|
|
|
|
|
by orwin
1853 days ago
|
|
I have trouble seeing "cancel culture" as something other than shots at overton's window on the liberal side (not really "left" tbh), and a dose of boycott. I find it disturbing that the far right, followed by the conservative right and more recently by the economic liberals could do this as they wished for almost 15 years, and when social liberals do this, there is that much pushback. I mean it is not fair. I understood what the fascist where doing five years ago, and pushed anarchists friends from my youth to do the same on their side, and they did. And i was probably not alone in this (hence the "eat the rich" and "property is theft" narratives coming back in MSM). Liberals probably understood it even earlier and started this "cancel culture" stint. It is just pushback. Why would you be worried for a political ideology pushing back? I think cancel culture is okay and fair game. |
|
> I understood what the fascist where doing five years ago, and pushed anarchists friends from my youth to do the same on their side, and they did.
I mean, my view is: I was against this when the right did it; I haven't stopped being against it when the left started doing it. It's not like I tolerated it from the right any more when they tried - or try - to do it to spaces I hang out in. But socially, I just don't have much overlap with the right wing.
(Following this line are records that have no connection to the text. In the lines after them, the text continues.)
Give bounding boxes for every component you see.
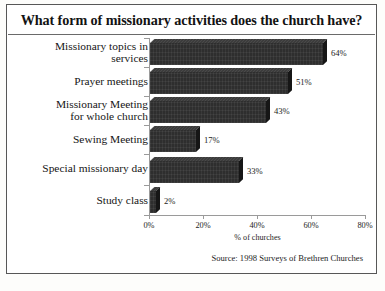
y-axis-tick <box>144 67 149 68</box>
bar-value-label: 64% <box>331 48 347 58</box>
y-axis-tick <box>144 96 149 97</box>
chart-frame: What form of missionary activities does … <box>6 4 377 274</box>
bar-face <box>150 72 288 94</box>
category-label: Special missionary day <box>0 162 148 174</box>
scanned-page: What form of missionary activities does … <box>0 0 385 291</box>
bar-top-face <box>150 97 270 101</box>
bar-face <box>150 43 323 65</box>
bar-face <box>150 130 196 152</box>
x-axis-tick-label: 40% <box>249 221 264 230</box>
bar-side-face <box>156 187 160 213</box>
x-axis-tick <box>311 215 312 219</box>
y-axis-tick <box>144 125 149 126</box>
x-axis-tick <box>149 215 150 219</box>
category-label-line: Sewing Meeting <box>0 133 148 145</box>
plot-area: Missionary topics in services Prayer mee… <box>7 35 376 274</box>
bar-top-face <box>150 157 243 161</box>
bar-side-face <box>239 157 243 183</box>
y-axis-tick <box>144 38 149 39</box>
bar-top-face <box>150 126 200 130</box>
x-axis-tick-label: 60% <box>303 221 318 230</box>
category-label-line: Prayer meetings <box>0 75 148 87</box>
category-label-line: Special missionary day <box>0 162 148 174</box>
x-axis-tick <box>257 215 258 219</box>
category-label-line: Missionary Meeting <box>0 98 148 110</box>
x-axis-tick-label: 20% <box>195 221 210 230</box>
bar-side-face <box>196 126 200 152</box>
bar-side-face <box>288 68 292 94</box>
bar-top-face <box>150 68 292 72</box>
y-axis-tick <box>144 185 149 186</box>
category-label: Missionary Meeting for whole church <box>0 98 148 122</box>
category-label: Missionary topics in services <box>0 40 148 64</box>
bar-side-face <box>266 97 270 123</box>
bar-value-label: 33% <box>247 166 263 176</box>
bar-value-label: 51% <box>296 77 312 87</box>
x-axis-tick-label: 80% <box>357 221 372 230</box>
figure-caption <box>0 279 385 291</box>
bar-value-label: 43% <box>274 106 290 116</box>
bar-value-label: 2% <box>164 196 175 206</box>
category-label-line: for whole church <box>0 110 148 122</box>
bar-face <box>150 101 266 123</box>
x-axis-tick <box>203 215 204 219</box>
x-axis-tick-label: 0% <box>143 221 154 230</box>
bar-face <box>150 161 239 183</box>
bar-top-face <box>150 39 327 43</box>
bar-side-face <box>323 39 327 65</box>
x-axis-tick <box>365 215 366 219</box>
y-axis-tick <box>144 154 149 155</box>
source-note: Source: 1998 Surveys of Brethren Churche… <box>211 253 363 263</box>
category-label: Sewing Meeting <box>0 133 148 145</box>
bar-value-label: 17% <box>204 135 220 145</box>
x-axis-title: % of churches <box>149 233 366 242</box>
category-label-line: Study class <box>0 194 148 206</box>
category-label-line: Missionary topics in <box>0 40 148 52</box>
category-label: Study class <box>0 194 148 206</box>
category-label: Prayer meetings <box>0 75 148 87</box>
chart-title: What form of missionary activities does … <box>7 12 376 29</box>
category-label-line: services <box>0 52 148 64</box>
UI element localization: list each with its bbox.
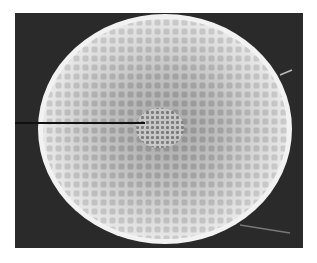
micrograph-frame xyxy=(15,13,303,248)
micrograph-image xyxy=(15,13,303,248)
pole-center xyxy=(136,108,184,148)
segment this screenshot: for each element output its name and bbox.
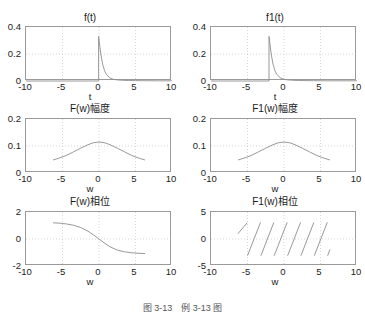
xlabel-fw-mag: w [0,184,180,194]
subplot-title-f1w-mag: F1(w)幅度 [185,103,365,114]
xtick-f1t-1: -5 [231,82,261,91]
xtick-f1w-phase-4: 10 [341,267,365,276]
subplot-title-ft: f(t) [0,12,180,23]
ytick-f1w-phase-1: 0 [185,234,206,243]
ytick-f1w-mag-1: 0.1 [185,141,206,150]
plot-area-fw-mag [25,118,171,172]
figure-panel: f(t) 0.4 0.2 0 -10 -5 0 5 10 t f1(t) [0,0,365,312]
curve-f1w-mag [238,142,330,160]
subplot-f1w-phase: F1(w)相位 5 0 -5 -10 -5 0 5 10 w [185,196,365,288]
plot-svg-fw-mag [26,119,172,173]
ytick-fw-mag-2: 0.2 [0,114,21,123]
xtick-f1w-mag-4: 10 [341,174,365,183]
plot-svg-ft [26,27,172,81]
xtick-f1w-phase-0: -10 [195,267,225,276]
xtick-f1w-phase-3: 5 [304,267,334,276]
xtick-f1w-phase-2: 0 [268,267,298,276]
xtick-fw-mag-1: -5 [46,174,76,183]
xtick-fw-phase-1: -5 [46,267,76,276]
ytick-f1t-1: 0.2 [185,49,206,58]
xtick-ft-0: -10 [10,82,40,91]
xlabel-f1w-phase: w [185,277,365,287]
plot-area-ft [25,26,171,80]
xtick-f1w-mag-3: 5 [304,174,334,183]
plot-svg-fw-phase [26,212,172,266]
xtick-fw-mag-0: -10 [10,174,40,183]
subplot-title-fw-phase: F(w)相位 [0,196,180,207]
subplot-fw-mag: F(w)幅度 0.2 0.1 0 -10 -5 0 5 10 w [0,103,180,193]
subplot-fw-phase: F(w)相位 2 0 -2 -10 -5 0 5 10 w [0,196,180,288]
xlabel-fw-phase: w [0,277,180,287]
xlabel-ft: t [0,92,180,102]
ytick-fw-phase-1: 0 [0,234,21,243]
xtick-ft-1: -5 [46,82,76,91]
xtick-fw-phase-0: -10 [10,267,40,276]
subplot-f1t: f1(t) 0.4 0.2 0 -10 -5 0 5 10 t [185,12,365,100]
xtick-fw-mag-3: 5 [119,174,149,183]
xtick-f1w-mag-1: -5 [231,174,261,183]
plot-area-fw-phase [25,211,171,265]
xtick-f1t-3: 5 [304,82,334,91]
subplot-ft: f(t) 0.4 0.2 0 -10 -5 0 5 10 t [0,12,180,100]
ytick-f1w-phase-2: 5 [185,207,206,216]
xtick-f1w-mag-2: 0 [268,174,298,183]
xlabel-f1t: t [185,92,365,102]
xtick-fw-mag-2: 0 [83,174,113,183]
plot-area-f1w-mag [210,118,356,172]
curve-f1w-phase-seg2 [248,222,261,255]
ytick-fw-mag-1: 0.1 [0,141,21,150]
curve-fw-mag [53,142,145,160]
xlabel-f1w-mag: w [185,184,365,194]
xtick-ft-4: 10 [156,82,186,91]
xtick-f1t-4: 10 [341,82,365,91]
subplot-f1w-mag: F1(w)幅度 0.2 0.1 0 -10 -5 0 5 10 w [185,103,365,193]
ytick-ft-1: 0.2 [0,49,21,58]
xtick-f1w-phase-1: -5 [231,267,261,276]
curve-f1w-phase-seg6 [301,222,314,255]
figure-caption: 图 3-13 例 3-13 图 [0,303,365,312]
ytick-f1t-2: 0.4 [185,22,206,31]
plot-svg-f1w-mag [211,119,357,173]
xtick-fw-phase-4: 10 [156,267,186,276]
xtick-fw-phase-2: 0 [83,267,113,276]
ytick-f1w-mag-2: 0.2 [185,114,206,123]
ytick-ft-2: 0.4 [0,22,21,31]
curve-f1w-phase-seg8 [328,250,330,256]
plot-area-f1t [210,26,356,80]
curve-f1w-phase-seg4 [274,222,287,255]
subplot-title-f1w-phase: F1(w)相位 [185,196,365,207]
curve-f1w-phase-seg1 [238,223,247,234]
xtick-f1t-2: 0 [268,82,298,91]
subplot-title-fw-mag: F(w)幅度 [0,103,180,114]
subplot-title-f1t: f1(t) [185,12,365,23]
xtick-f1t-0: -10 [195,82,225,91]
xtick-ft-2: 0 [83,82,113,91]
plot-area-f1w-phase [210,211,356,265]
xtick-ft-3: 5 [119,82,149,91]
xtick-fw-phase-3: 5 [119,267,149,276]
xtick-fw-mag-4: 10 [156,174,186,183]
plot-svg-f1w-phase [211,212,357,266]
curve-f1t [211,36,357,81]
curve-ft [26,36,172,81]
plot-svg-f1t [211,27,357,81]
xtick-f1w-mag-0: -10 [195,174,225,183]
ytick-fw-phase-2: 2 [0,207,21,216]
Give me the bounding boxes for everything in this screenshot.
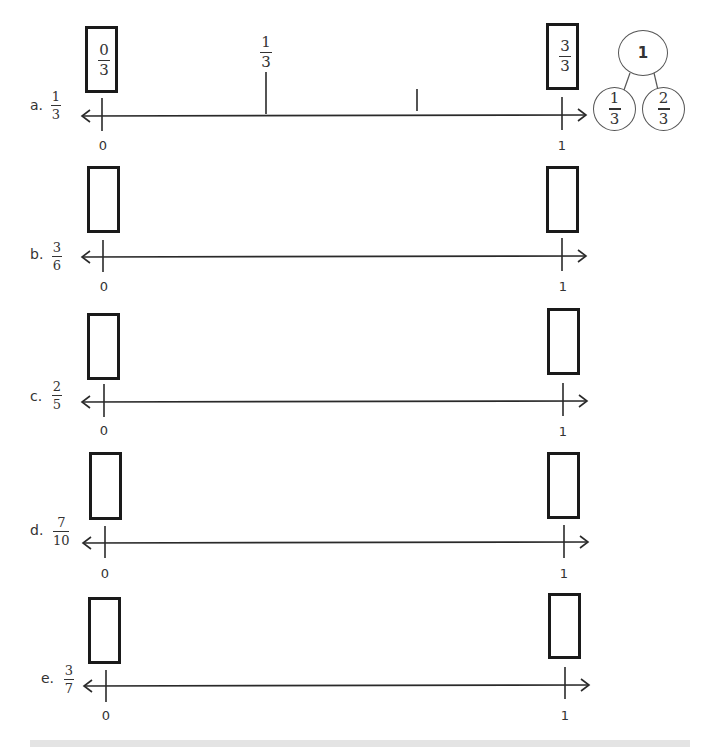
box-fraction: 3 3: [559, 39, 571, 74]
axis-label-zero: 0: [99, 138, 107, 153]
bond-part-circle: 1 3: [593, 87, 636, 131]
left-endpoint-box[interactable]: [87, 166, 120, 233]
bond-part-circle: 2 3: [642, 87, 685, 131]
axis-label-one: 1: [560, 566, 568, 581]
number-line-b: [82, 238, 586, 272]
bond-whole-circle: 1: [618, 30, 668, 76]
problem-fraction: 3 6: [52, 241, 62, 272]
axis-label-one: 1: [561, 708, 569, 723]
left-endpoint-box[interactable]: 0 3: [85, 26, 118, 93]
axis-label-zero: 0: [101, 566, 109, 581]
axis-label-zero: 0: [100, 423, 108, 438]
number-line-c: [82, 383, 587, 417]
tick-label-one-third: 1 3: [260, 35, 272, 70]
axis-label-one: 1: [558, 138, 566, 153]
box-fraction: 0 3: [98, 43, 110, 78]
right-endpoint-box[interactable]: 3 3: [546, 23, 579, 90]
axis-label-one: 1: [559, 279, 567, 294]
problem-fraction: 2 5: [52, 380, 62, 411]
problem-letter: d.: [30, 522, 43, 538]
right-endpoint-box[interactable]: [547, 308, 580, 375]
problem-fraction: 1 3: [51, 90, 61, 121]
footer-divider: [30, 740, 690, 747]
right-endpoint-box[interactable]: [548, 593, 581, 659]
problem-letter: b.: [30, 246, 43, 262]
axis-label-zero: 0: [100, 279, 108, 294]
problem-letter: a.: [30, 97, 43, 113]
number-line-d: [83, 525, 588, 558]
left-endpoint-box[interactable]: [88, 597, 121, 664]
left-endpoint-box[interactable]: [89, 452, 122, 520]
axis-label-one: 1: [559, 424, 567, 439]
axis-label-zero: 0: [102, 708, 110, 723]
right-endpoint-box[interactable]: [546, 166, 579, 233]
number-line-a: [82, 72, 586, 131]
number-line-e: [84, 667, 589, 702]
problem-fraction: 7 10: [53, 516, 70, 547]
problem-letter: e.: [41, 670, 54, 686]
left-endpoint-box[interactable]: [87, 313, 120, 380]
problem-fraction: 3 7: [64, 664, 74, 695]
right-endpoint-box[interactable]: [547, 452, 580, 519]
problem-letter: c.: [30, 388, 42, 404]
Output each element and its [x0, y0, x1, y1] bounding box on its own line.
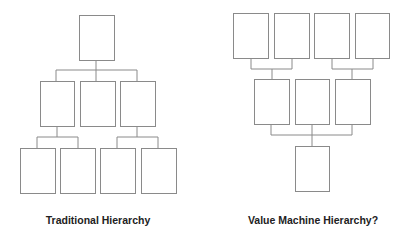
org-box [234, 14, 269, 59]
traditional-hierarchy-diagram [21, 16, 177, 194]
org-box [296, 147, 330, 192]
org-box [121, 82, 156, 127]
org-box [80, 16, 115, 61]
org-box [41, 82, 75, 127]
org-box [101, 149, 136, 194]
org-box [296, 80, 330, 125]
value-machine-hierarchy-diagram [234, 14, 390, 192]
org-box [61, 149, 96, 194]
org-box [142, 149, 177, 194]
org-box [255, 80, 290, 125]
hierarchy-diagrams [0, 0, 406, 248]
org-box [21, 149, 56, 194]
org-box [336, 80, 371, 125]
traditional-hierarchy-label: Traditional Hierarchy [46, 214, 150, 226]
org-box [81, 82, 116, 127]
org-box [315, 14, 350, 59]
org-box [356, 14, 390, 59]
value-machine-hierarchy-label: Value Machine Hierarchy? [248, 214, 378, 226]
org-box [275, 14, 310, 59]
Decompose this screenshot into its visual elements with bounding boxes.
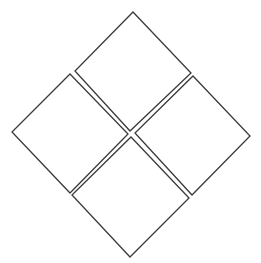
diamond-diagram — [0, 0, 261, 263]
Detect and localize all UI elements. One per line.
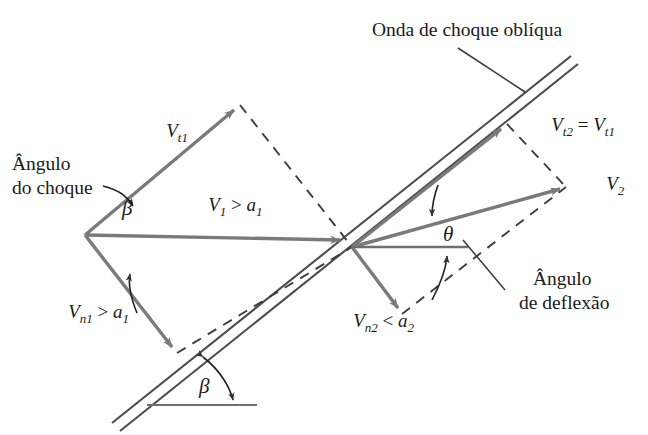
label-v1-a-subscript: 1 [256,204,263,219]
theta-indicator-arrow [432,256,447,300]
label-vn1-gt-a1: Vn1 > a1 [35,301,153,327]
label-vt2-equals: = [573,114,593,135]
vector-vn1 [85,235,172,347]
label-beta-baseline: β [198,374,210,398]
label-vt2-eq-vt1: Vt2 = Vt1 [518,114,639,140]
label-theta-deflection: θ [443,222,453,246]
label-vn2-a-symbol: a [398,310,408,331]
vector-v1 [85,235,340,240]
label-vn2-a-subscript: 2 [408,320,415,335]
label-vn2-relation: < [378,310,398,331]
label-deflection-angle-line2: de deflexão [519,292,609,313]
vector-v2 [352,189,560,247]
downstream-velocity-vectors [352,129,560,308]
label-v1-a-symbol: a [247,194,257,215]
label-vn1-a-subscript: 1 [123,311,130,326]
label-shock-wave: Onda de choque oblíqua [372,19,562,40]
label-beta-shock-angle: β [121,196,133,220]
label-vn1-a-symbol: a [113,301,123,322]
oblique-shock-wave-line [112,56,578,431]
label-vn1-relation: > [93,301,113,322]
label-v1-relation: > [226,194,246,215]
label-vt1-subscript: t1 [178,130,188,145]
label-v2-subscript: 2 [618,183,625,198]
diagram-canvas: Onda de choque oblíqua Ângulo do choque … [0,0,648,435]
vector-vt2 [352,129,501,247]
label-vt1: Vt1 [133,120,212,146]
label-shock-angle-line2: do choque [12,177,93,198]
shock-wave-leader-line [458,48,525,92]
label-vt2-rhs-subscript: t1 [605,124,615,139]
deflection-angle-leader-line [463,240,505,290]
theta-upper-indicator-arrow [432,185,438,216]
label-vn2-lt-a2: Vn2 < a2 [320,310,438,336]
label-v1-gt-a1: V1 > a1 [175,194,286,220]
label-vt2-subscript: t2 [563,124,574,139]
label-vn2-subscript: n2 [365,320,379,335]
label-v2: V2 [573,173,648,199]
vector-vn2 [352,247,398,308]
label-shock-angle-line1: Ângulo [12,153,71,174]
label-deflection-angle-line1: Ângulo [533,268,592,289]
label-vn1-subscript: n1 [80,311,93,326]
oblique-shock-diagram: Onda de choque oblíqua Ângulo do choque … [0,0,648,435]
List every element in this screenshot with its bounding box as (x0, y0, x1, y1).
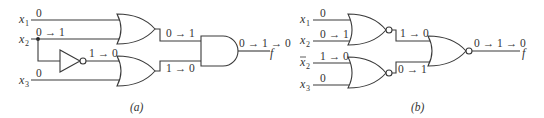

As a result, I tend to mostly worry about the left doing it, because the left doing it is what actually impacts me.
edit: And honestly, I thought we had an agreement about this? In the US, the left is even called the "liberals". Like, I thought there was a broad agreement that the left wing wasn't going to be doing this sort of thoughtcrime, othering, bad opinions = bad people, exclusion instead of argument bullshit. But apparently any weapon that's good enough for the right is fine for the left? We cannot allow a cancel gap, I guess. Bah. Used to be I thought the left was better.